Maybe there’s more that brings us together than you think
This lovely video from a television station in Denmark highlights the similarities we all share across seemingly impassable social, economic, racial, and religious boundaries.
It’s easy to put people in boxes. There’s us and there’s them. The high-earners and those just getting by. Those we trust and those we try to avoid. There’s the new Danes and those who’ve always been here. The people from the countryside and those who’ve never seen a cow. The religious and the self-confident. There are those we share something with and those we don’t share anything with.
And then suddenly, there’s us. We who believe in life after death, we who’ve seen UFOs, and all of us who love to dance. We who’ve been bullied and we who’ve bullied others.
Last week I started reading The Undoing Project, Michael Lewis’s book about the friendship and collaboration of psychologists Daniel Kahneman and Amos Tversky. This passage on Tversky’s work seems relevant to this video.
From Amos’s theory about the way people made judgments of similarity spilled all sorts of interesting insights. If the mind, when it compares two things, essentially counts up the features it notices in each of them, it might also judge those things to be at once more similar and more dissimilar to each other than some other pair of things. They might have both a lot in common and a lot not in common. Love and hate, and funny and sad, and serious and silly: Suddenly they could be seen โ as they feel โ as having more fluid relationships to each other. They weren’t simply opposites on a fixed mental continuum; they could be thought of as similar in some of their features and different in others. Amos’s theory also offered a fresh view into what might be happening when people violated transitivity and thus made seemingly irrational choices.
When people picked coffee over tea, and tea over hot chocolate, and then turned around and picked hot chocolate over coffee โ they weren’t comparing two drinks in some holistic manner. Hot drinks didn’t exist as points on some mental map at fixed distances from some ideal. They were collections of features. Those features might become more or less noticeable; their prominence in the mind depended on the context in which they were perceived. And the choice created its own context: Different features might assume greater prominence in the mind when the coffee was being compared to tea (caffeine) than when it was being compared to hot chocolate (sugar). And what was true of drinks might also be true of people, and ideas, and emotions.
The idea was interesting: When people make decisions, they are also making judgments about similarity, between some object in the real world and what they ideally want. They make these judgments by, in effect, counting up the features they notice. And as the noticeability of features can be manipulated by the way they are highlighted, the sense of how similar two things are might also be manipulated. For instance, if you wanted two people to think of themselves as more similar to each other than they otherwise might, you might put them in a context that stressed the features they shared. Two American college students in the United States might look at each other and see a total stranger; the same two college students on their junior year abroad in Togo might find that they are surprisingly similar: They’re both Americans!
By changing the context in which two things are compared, you submerge certain features and force others to the surface. “It is generally assumed that classifications are determined by similarities among the objects,” wrote Amos, before offering up an opposing view: that “the similarity of objects is modified by the manner in which they are classified. Thus, similarity has two faces: causal and derivative. It serves as a basis for the classification of objects, but is also influenced by the adopted classification.” A banana and an apple seem more similar than they otherwise would because we’ve agreed to call them both fruit. Things are grouped together for a reason, but, once they are grouped, their grouping causes them to seem more like each other than they otherwise would. That is, the mere act of classification reinforces stereotypes. If you want to weaken some stereotype, eliminate the classification.
That’s what this video did so effectively…it switched up the contexts. Rabid soccer fans became dancers, bullies became lonely people, people of different faiths were united by their believe in an afterlife. An exercise for investors and entrepreneurs building media companies and social networks (as well as people running small independent sites….I’m staring hard at myself in the mirror here): how can you build tools and platforms that give people more ways to connect to each other, to switch up the contexts in which people are able to group themselves?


#### [Exercise objective]
Would you please copy each line below that includes the string "year"?

Items listed in a dataset

_____

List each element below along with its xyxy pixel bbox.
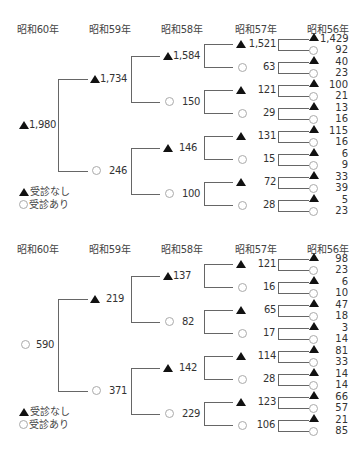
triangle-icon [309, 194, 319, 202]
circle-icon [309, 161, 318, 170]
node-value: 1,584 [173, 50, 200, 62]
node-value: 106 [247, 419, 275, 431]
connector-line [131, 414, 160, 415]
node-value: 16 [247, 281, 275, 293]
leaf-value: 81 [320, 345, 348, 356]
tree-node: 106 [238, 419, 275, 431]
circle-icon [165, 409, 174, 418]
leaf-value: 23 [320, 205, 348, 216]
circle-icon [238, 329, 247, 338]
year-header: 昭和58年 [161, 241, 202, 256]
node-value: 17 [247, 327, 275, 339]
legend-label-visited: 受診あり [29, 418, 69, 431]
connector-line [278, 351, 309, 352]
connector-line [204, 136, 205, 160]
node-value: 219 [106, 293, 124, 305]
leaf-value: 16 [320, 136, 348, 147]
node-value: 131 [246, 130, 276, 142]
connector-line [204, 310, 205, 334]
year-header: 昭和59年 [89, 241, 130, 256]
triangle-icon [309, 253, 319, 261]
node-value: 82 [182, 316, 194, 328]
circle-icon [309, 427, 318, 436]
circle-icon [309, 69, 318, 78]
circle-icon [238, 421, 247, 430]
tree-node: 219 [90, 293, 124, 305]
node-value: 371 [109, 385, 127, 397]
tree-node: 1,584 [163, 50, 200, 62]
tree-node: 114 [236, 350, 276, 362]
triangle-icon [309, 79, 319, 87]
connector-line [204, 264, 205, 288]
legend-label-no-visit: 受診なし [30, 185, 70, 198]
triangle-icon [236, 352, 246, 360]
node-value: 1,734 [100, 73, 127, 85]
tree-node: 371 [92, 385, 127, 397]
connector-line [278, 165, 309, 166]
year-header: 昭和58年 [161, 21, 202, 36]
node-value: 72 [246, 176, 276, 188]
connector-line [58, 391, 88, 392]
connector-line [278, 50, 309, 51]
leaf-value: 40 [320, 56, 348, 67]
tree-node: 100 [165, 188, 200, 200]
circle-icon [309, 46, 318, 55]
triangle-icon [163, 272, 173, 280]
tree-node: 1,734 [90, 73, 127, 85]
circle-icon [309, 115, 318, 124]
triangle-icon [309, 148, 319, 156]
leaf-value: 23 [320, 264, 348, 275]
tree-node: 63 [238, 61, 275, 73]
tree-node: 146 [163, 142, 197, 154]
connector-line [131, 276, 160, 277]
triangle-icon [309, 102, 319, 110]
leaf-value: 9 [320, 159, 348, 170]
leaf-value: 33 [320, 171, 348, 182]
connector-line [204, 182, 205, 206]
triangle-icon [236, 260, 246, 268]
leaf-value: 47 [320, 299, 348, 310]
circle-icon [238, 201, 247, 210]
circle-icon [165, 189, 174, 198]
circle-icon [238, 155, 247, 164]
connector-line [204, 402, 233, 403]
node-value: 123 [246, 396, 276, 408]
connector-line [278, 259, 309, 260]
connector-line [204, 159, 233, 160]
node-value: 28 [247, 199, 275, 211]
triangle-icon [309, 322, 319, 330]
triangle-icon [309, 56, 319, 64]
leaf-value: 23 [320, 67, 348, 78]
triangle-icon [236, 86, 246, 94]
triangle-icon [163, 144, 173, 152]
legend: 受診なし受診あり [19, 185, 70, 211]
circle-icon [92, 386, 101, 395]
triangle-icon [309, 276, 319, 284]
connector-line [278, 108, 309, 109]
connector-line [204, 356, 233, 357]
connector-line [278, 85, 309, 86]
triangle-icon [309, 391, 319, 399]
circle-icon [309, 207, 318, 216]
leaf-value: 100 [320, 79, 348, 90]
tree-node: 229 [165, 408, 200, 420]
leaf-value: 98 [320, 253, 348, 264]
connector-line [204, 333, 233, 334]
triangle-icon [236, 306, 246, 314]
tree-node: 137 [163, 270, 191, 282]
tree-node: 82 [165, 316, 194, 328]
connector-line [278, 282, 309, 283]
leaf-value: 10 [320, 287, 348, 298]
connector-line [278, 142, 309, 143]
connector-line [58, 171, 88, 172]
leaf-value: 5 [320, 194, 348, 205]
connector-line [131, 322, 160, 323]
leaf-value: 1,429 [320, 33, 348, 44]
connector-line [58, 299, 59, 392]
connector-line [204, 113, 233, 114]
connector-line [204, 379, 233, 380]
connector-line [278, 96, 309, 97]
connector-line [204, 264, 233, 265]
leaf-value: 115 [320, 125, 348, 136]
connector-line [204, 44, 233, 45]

_____

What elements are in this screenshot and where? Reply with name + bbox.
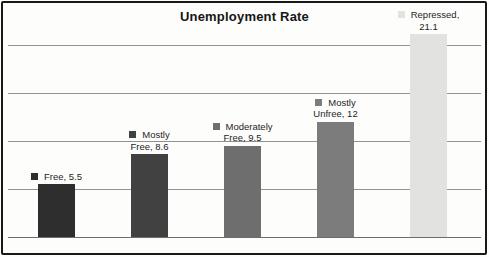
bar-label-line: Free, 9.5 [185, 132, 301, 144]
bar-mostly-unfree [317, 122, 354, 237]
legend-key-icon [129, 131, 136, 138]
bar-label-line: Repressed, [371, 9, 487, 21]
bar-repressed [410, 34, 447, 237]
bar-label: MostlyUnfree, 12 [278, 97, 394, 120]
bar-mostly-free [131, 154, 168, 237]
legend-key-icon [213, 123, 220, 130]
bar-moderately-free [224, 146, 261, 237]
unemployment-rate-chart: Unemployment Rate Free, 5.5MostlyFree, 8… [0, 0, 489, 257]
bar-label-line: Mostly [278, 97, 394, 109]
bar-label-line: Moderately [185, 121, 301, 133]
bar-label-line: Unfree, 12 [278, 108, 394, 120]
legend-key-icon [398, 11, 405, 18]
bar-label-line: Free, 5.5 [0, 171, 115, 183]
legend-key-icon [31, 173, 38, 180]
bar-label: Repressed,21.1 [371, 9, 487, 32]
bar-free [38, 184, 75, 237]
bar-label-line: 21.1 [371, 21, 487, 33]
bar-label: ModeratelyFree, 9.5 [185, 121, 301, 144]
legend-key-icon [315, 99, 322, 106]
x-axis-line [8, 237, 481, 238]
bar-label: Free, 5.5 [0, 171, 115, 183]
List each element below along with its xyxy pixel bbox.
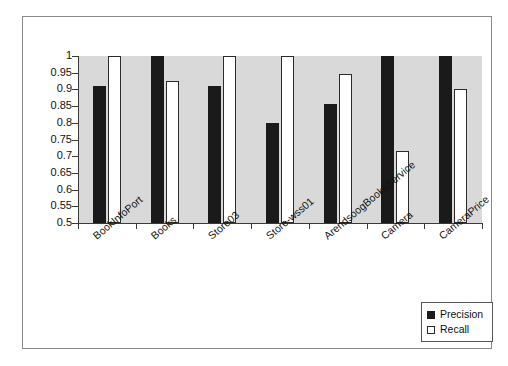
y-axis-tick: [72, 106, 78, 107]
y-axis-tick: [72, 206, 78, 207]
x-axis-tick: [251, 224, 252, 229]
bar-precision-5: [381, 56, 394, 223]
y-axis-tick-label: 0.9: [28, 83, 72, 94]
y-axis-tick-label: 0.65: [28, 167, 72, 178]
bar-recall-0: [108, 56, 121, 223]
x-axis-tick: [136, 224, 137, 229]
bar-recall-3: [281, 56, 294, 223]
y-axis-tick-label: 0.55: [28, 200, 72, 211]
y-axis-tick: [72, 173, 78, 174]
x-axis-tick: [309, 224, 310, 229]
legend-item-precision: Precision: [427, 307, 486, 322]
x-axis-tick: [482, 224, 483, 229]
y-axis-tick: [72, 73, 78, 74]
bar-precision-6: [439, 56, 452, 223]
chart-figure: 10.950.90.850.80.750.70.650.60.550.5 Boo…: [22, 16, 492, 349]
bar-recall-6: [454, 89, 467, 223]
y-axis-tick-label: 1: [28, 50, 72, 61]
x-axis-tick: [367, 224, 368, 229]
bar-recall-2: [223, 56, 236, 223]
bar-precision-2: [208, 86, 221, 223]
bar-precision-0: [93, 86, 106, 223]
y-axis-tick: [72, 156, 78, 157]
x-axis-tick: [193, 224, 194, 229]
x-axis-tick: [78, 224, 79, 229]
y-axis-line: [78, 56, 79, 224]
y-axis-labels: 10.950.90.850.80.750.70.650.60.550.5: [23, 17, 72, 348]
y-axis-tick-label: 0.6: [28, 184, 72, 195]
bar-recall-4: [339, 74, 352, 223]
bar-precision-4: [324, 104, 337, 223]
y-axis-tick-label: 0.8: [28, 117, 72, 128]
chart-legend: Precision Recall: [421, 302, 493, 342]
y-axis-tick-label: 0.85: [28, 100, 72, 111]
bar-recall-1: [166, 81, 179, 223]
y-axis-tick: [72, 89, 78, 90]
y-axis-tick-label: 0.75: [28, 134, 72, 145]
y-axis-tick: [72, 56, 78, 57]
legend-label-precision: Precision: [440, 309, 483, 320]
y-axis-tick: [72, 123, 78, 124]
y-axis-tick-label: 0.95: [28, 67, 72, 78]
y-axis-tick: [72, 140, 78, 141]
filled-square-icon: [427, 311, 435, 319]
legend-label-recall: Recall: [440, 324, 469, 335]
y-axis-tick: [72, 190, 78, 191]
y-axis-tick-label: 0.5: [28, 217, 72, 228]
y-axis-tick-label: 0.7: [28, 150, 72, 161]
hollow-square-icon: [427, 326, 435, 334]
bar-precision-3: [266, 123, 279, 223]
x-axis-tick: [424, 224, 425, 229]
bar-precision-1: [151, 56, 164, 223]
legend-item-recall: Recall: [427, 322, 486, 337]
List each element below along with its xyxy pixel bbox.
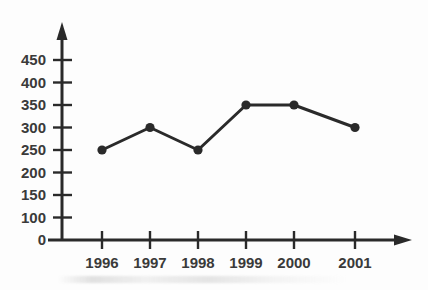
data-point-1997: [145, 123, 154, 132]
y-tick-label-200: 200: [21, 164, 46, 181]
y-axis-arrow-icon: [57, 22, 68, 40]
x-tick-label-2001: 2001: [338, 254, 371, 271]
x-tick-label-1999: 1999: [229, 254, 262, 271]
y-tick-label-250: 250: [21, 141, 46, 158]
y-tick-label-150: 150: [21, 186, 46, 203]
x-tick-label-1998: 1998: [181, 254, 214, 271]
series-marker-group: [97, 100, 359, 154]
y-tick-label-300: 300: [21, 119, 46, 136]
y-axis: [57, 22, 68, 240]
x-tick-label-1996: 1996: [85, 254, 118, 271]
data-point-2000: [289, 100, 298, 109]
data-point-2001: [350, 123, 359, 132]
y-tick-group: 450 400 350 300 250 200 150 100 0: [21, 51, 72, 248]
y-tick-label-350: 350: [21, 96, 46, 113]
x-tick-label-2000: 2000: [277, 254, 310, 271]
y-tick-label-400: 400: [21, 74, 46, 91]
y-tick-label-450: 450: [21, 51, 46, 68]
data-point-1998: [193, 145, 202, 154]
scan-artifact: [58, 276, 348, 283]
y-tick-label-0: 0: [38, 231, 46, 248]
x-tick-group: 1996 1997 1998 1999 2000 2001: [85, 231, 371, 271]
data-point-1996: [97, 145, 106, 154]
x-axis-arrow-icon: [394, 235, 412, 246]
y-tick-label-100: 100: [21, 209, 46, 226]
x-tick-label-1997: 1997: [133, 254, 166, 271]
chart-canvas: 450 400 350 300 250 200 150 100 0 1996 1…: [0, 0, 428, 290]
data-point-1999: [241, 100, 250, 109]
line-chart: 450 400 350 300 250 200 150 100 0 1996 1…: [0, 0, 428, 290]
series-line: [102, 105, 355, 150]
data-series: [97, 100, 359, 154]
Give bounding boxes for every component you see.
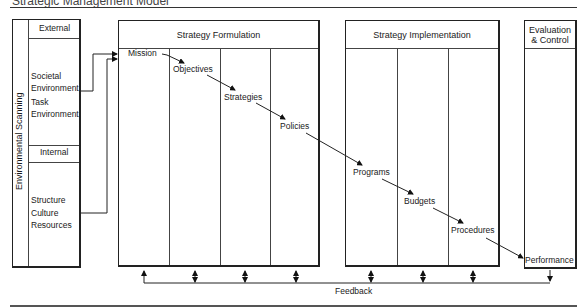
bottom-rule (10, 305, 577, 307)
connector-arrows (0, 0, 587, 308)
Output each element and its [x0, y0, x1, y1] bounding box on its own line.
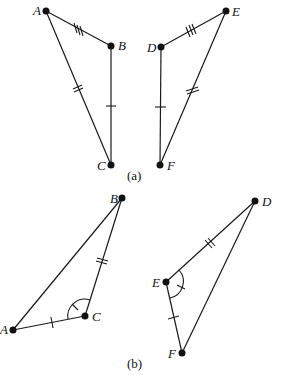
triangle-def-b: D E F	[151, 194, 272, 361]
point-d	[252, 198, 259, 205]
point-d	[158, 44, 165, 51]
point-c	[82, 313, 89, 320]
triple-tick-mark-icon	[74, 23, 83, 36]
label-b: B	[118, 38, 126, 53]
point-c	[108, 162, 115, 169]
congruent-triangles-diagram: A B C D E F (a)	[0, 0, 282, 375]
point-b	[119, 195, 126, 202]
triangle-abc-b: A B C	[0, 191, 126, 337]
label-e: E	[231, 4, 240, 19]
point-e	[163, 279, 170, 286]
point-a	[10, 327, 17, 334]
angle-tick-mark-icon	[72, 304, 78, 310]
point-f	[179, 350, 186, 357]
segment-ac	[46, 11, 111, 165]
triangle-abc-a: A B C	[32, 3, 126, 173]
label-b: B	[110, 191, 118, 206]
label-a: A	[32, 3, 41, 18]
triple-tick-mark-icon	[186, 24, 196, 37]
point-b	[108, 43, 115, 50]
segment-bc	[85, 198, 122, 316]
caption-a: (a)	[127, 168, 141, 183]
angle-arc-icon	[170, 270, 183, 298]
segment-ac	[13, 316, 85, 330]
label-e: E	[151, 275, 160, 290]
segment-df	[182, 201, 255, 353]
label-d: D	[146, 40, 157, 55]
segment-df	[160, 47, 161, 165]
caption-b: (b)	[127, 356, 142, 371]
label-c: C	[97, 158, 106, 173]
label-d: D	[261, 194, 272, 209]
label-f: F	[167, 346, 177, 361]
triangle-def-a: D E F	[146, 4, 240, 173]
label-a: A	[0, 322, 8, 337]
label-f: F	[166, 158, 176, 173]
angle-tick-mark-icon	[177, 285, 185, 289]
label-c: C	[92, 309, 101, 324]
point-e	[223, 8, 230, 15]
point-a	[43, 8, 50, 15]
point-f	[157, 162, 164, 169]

_____

#### [Result]
year-header: 昭和58年 [161, 241, 202, 256]
year-header: 昭和59年 [89, 241, 130, 256]
year-header: 昭和58年 [161, 21, 202, 36]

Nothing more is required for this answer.